The three-day event – which starts Thursday, June 14 and runs through Sunday, June 16 – will be held in the 5800 block of West Chicago Avenue. In previous years, the festival took place at Garfield Park.

Hosts for this year’s event include the West Side Historical Society, Sankofa Cultural Arts & Business Center and Sistas in the Hood.

The festival commemorates the 150th anniversary of the Emancipation Proclamation and the 50th anniversary of Martin Luther King Jr.’s “I Have a Dream” speech.

The festival helps inform the Austin community, a primarily African-American area, about its heritage and instill a sense of pride in the neighborhood, said Malcolm Crawford, co-owner of the Sankofa Cultural Arts & Business Center.

The festival also gives citizens and businesses an opportunity to showcase themselves at an event for the West Side, Crawford said. It’s an opportunity to display a positive perspective on African-American community, he said.

“When you have opportunities to have pride in your people, it changes the way you feel about your people,” Crawford said. “Pride in the community . . . That’s the whole objective of the Juneteenth festival.”

Rickie Brown, president of the West Side Historical Society, said he hopes the festival will create economic opportunity and decrease violence in the neighborhood.

He notes the Austin Chamber of Commerce will have an area where the unemployed can look for jobs.

“Economically, if you put a community in distress, people will find ways to survive and then they’ll implode,” Brown said. “[My hope for the festival] is to instill a consciousness into the people.”

After the death of Heaven Sutton, the 7-year-old girl shot to death outside her Austin home last summer, Brown said he asked the community to come together and find a way to decrease the violence in Austin.

From there, community leaders had the idea to use the Juneteenth festival as a way to bring people together, as well as commemorate Heaven. A special tribute will be held June 16.

The late Rev. Lewis Flowers, the longtime leader of the Westside Ministers Coalition who died in December, also will be remembered with a tree planted in his honor.

James Spearman, chairman and founder of Because I Care Inc., said he’s taking part because it’s the only festival of its kind for African-Americans and the holiday is commemorates is a significant occasion.

Spearman said he has participated in the festival the past three years and remembers it as fond experience for him and his family.

“We spent the whole day there,” Spearman said. “It was a family celebratory spirit that was in the air, [and] it was just so exciting and jubilant.”

A peace parade will begin at noon Saturday, starting at Chicago and Cicero and ending at Mayfield Avenue.

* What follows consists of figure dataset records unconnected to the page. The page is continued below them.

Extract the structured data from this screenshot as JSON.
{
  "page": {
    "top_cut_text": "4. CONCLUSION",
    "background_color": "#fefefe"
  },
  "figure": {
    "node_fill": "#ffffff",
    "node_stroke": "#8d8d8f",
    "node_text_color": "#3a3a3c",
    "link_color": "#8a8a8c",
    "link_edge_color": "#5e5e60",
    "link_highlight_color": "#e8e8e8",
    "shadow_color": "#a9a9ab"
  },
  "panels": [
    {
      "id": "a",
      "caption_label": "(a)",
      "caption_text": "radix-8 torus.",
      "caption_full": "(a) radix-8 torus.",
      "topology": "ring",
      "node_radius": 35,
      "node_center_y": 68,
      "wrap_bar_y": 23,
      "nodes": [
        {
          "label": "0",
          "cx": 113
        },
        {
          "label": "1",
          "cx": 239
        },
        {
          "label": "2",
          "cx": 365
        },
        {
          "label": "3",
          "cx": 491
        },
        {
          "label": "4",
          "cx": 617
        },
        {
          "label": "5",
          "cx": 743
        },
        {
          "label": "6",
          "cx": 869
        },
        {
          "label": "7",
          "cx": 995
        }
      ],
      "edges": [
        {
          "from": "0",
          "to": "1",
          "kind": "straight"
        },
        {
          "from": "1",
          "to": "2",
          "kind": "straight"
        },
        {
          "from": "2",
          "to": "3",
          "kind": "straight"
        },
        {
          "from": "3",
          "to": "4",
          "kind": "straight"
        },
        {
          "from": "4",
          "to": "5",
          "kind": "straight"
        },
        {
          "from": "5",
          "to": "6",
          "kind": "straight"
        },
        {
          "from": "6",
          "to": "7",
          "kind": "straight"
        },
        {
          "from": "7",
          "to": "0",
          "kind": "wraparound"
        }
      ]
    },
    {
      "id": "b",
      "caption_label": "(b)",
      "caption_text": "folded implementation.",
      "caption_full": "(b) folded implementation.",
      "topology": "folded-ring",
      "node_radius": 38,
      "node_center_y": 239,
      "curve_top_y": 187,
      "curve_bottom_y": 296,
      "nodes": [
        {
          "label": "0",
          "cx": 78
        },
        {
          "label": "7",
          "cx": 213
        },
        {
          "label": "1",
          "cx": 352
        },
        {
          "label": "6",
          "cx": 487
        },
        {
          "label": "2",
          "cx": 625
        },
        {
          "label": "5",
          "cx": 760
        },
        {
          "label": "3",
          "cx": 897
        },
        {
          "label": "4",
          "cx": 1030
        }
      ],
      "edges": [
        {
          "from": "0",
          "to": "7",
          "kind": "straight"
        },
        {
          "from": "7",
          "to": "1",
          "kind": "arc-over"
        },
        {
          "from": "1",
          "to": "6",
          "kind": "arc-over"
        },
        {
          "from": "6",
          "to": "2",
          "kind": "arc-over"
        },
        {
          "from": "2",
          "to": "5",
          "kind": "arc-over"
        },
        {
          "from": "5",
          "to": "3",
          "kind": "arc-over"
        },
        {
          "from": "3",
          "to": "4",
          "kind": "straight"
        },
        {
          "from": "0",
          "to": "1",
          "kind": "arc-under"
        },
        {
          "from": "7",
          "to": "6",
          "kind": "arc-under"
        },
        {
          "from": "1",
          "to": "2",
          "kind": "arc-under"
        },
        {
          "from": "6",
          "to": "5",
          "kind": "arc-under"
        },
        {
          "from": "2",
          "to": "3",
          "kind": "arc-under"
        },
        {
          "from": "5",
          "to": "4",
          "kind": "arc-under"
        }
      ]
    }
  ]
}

The festival will offer other activities, especially for families, including a community solutions health fair, the 15th District block club resource fair and a children’s petting zoo.

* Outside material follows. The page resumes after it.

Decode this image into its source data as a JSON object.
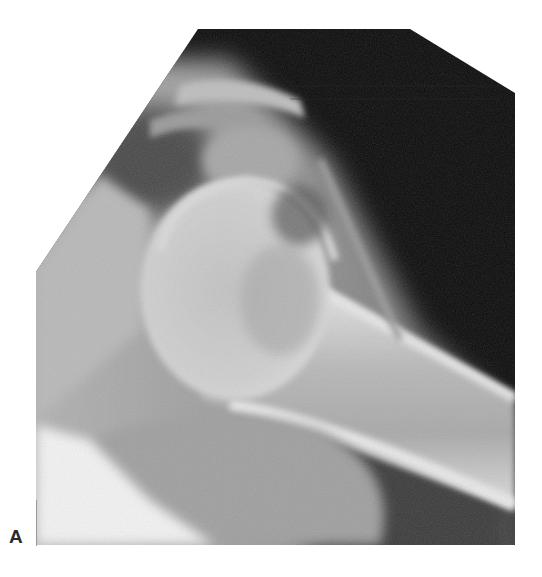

Participants in the parade include Chicago Police Department’s First Deputy Al Wysinger; Cortnee R. Smith, Miss Black Illinois; former Chicago Bulls players Craig Hodges and Mickey Johnson; and the DuSable Traveling Museum. (Our partners at the Austin Weekly News just interviewed Wysinger.)

Spearman said this year he will escort Miss Black Illinois and her court in several vehicles during the parade as well as have a VIP room for her and the politicians attending the festival.

“[Juneteenth] has really grown since the first [festival] I participated in,” Spearman said. “There’s going to be dancing, [and] it’s just going to be a joyous celebration.”